1. Obey Safety Requirements
One of the main causes of injuries and accidents on the job is
failure to comply with safety regulations. If you are an
employer, then be sure to provide proper safety training for
your employees and post warnings and instructions
throughout the workspace to ensure that your employees
know what they should and shouldn’t be doing. If you are an
employee, make sure you know what the rules are and that
you follow them – because even when a safety precaution
seems ridiculous, it’s in place because it has prevented injury
(or death) in the past.
2. Communicate
Another way to help prevent accidents on the job is to be in
constant communication with other workers in your area. If
you are working with heavy machinery, make sure everyone
knows what you’re planning to do. If you need to walk
through a hard hat zone, make sure you talk to someone and
know what work is being done in the area so that you are on
the alert.
3. Provide/Get Proper Training
As an employer, make sure your workers know what they are
doing. Provide proper training to anyone who is going to use
heavy machinery, chemicals, or dangerous products of any
kind. As an employee, make sure you know how to properly
use a machine, a chemical, or any other dangerous product –
never assume you can figure it out yourself.

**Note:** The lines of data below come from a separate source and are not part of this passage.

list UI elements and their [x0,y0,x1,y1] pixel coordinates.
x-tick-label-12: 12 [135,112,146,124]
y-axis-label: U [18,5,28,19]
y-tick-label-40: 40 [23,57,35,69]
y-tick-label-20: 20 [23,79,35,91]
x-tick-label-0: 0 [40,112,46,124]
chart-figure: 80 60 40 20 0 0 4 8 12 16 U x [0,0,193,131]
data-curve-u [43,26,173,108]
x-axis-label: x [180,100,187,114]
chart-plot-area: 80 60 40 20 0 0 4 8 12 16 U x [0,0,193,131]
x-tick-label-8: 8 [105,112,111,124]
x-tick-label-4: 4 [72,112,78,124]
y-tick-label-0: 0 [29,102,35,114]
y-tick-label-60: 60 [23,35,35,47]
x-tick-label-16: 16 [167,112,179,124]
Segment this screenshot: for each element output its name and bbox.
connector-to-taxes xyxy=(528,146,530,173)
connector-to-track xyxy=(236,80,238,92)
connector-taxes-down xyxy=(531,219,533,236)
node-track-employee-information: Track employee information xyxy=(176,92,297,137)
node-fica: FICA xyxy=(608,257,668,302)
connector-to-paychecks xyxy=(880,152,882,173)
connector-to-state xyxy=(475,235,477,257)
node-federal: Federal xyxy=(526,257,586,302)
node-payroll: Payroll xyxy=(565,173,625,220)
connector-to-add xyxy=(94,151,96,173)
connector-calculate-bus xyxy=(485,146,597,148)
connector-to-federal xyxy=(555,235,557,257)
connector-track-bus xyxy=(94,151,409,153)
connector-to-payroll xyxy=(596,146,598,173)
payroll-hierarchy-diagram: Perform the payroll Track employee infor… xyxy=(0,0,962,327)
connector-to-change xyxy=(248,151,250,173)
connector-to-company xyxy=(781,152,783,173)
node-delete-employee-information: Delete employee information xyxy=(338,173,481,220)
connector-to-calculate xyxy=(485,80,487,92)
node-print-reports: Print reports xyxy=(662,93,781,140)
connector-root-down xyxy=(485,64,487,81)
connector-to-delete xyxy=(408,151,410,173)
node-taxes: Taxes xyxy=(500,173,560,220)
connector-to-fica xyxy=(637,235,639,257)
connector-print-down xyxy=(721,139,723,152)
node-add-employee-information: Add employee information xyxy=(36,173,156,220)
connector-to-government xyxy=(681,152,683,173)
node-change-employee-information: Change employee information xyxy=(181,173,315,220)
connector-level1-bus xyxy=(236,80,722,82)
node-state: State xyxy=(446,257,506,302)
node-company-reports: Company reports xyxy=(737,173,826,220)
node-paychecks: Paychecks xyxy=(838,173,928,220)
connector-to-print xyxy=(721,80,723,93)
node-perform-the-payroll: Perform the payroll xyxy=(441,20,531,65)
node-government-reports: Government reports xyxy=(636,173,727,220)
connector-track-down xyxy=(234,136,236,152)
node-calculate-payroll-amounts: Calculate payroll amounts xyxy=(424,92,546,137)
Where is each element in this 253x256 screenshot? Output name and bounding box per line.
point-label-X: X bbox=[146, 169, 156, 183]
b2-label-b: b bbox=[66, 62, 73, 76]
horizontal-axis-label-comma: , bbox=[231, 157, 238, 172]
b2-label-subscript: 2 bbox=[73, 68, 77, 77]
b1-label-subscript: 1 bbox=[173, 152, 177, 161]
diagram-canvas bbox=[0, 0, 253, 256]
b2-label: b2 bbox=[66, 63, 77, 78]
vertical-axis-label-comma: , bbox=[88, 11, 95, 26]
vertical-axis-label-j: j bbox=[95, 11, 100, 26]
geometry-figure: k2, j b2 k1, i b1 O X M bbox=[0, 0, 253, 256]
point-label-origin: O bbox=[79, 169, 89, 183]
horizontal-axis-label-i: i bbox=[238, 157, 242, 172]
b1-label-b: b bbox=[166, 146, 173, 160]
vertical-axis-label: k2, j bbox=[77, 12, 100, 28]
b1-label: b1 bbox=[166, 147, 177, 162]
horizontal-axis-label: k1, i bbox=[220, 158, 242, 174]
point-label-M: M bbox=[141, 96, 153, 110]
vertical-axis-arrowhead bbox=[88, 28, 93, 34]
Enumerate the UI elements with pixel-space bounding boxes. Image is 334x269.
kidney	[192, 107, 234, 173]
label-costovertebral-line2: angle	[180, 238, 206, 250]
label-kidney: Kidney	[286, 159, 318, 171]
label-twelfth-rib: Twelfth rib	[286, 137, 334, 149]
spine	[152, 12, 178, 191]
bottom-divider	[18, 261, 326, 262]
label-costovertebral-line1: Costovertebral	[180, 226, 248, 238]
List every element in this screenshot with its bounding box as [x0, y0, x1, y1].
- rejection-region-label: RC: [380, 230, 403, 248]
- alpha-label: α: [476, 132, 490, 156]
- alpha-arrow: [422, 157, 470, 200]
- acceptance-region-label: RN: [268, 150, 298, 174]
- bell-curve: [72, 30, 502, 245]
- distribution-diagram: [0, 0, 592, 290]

4. Keep Machinery & Equipment in Working Order
When was the last time your machine got a tune-up? Does it
have any parts that need replacing? Is there damage that you
don’t know about? Always make sure you are using a
machine that has been recently inspected and has received
proper maintenance and repairs before you take it out on the
job.
5. Don’t Take Shortcuts
Faster isn’t always better, especially when safety can be
jeopardized. Do your work the right way and always make
sure to keep safety your number one priority, even if it takes
a little longer. You could save a life – possibly even yours.
Classifications of Signs according to Use:
1. Danger Signs
The DANGER header is used when there is a hazardous
situation which has a high probability of death or severe
injury. It should not be considered for property damage
unless personal injury risk is present.
2. Caution Signs
The CAUTION header is used to indicate a hazardous
situation which may result in minor or moderate
injury. However, Caution should not be used when
there is a possibility of death or serious injury.
3. Safety Instractions Signs
General Safety Signs (SAFETY FIRST, BE CAREFUL, THINK)
should indicate general instructions relative to safe work
practices, reminders of proper safety procedures, and the
location of safety equipment.
4. Biological Hazards Signs
The biological hazard warning shall be used to signify the
actual or potential presence of a biohazard and to identify
equipment, containers, rooms, materials, experimental
animals, or combinations thereof, which contain, or are
contaminated with, viable hazardous agents.
5. Pictogragh
Pictograph means a pictorial representation used to identify
a hazardous condition or to convey a safety instruction.
Conclusion
In all places of employment; passage ways, store rooms and
service rooms shall be kept clean and orderly in a sanitary
condition. Every structure is required to have load bearing
when using for storage. Floor of every work room shall be
maintained clean, dry condition. Floor hole into which
persons can accidentally walk shall be protected by a cover
that leaves no opening more than 1 inch wide. Treads on all
stairs shall be reasonably slip resistant. Employees must be
able to open an exit door from inside at all times without
keys or special knowledge even in the dark.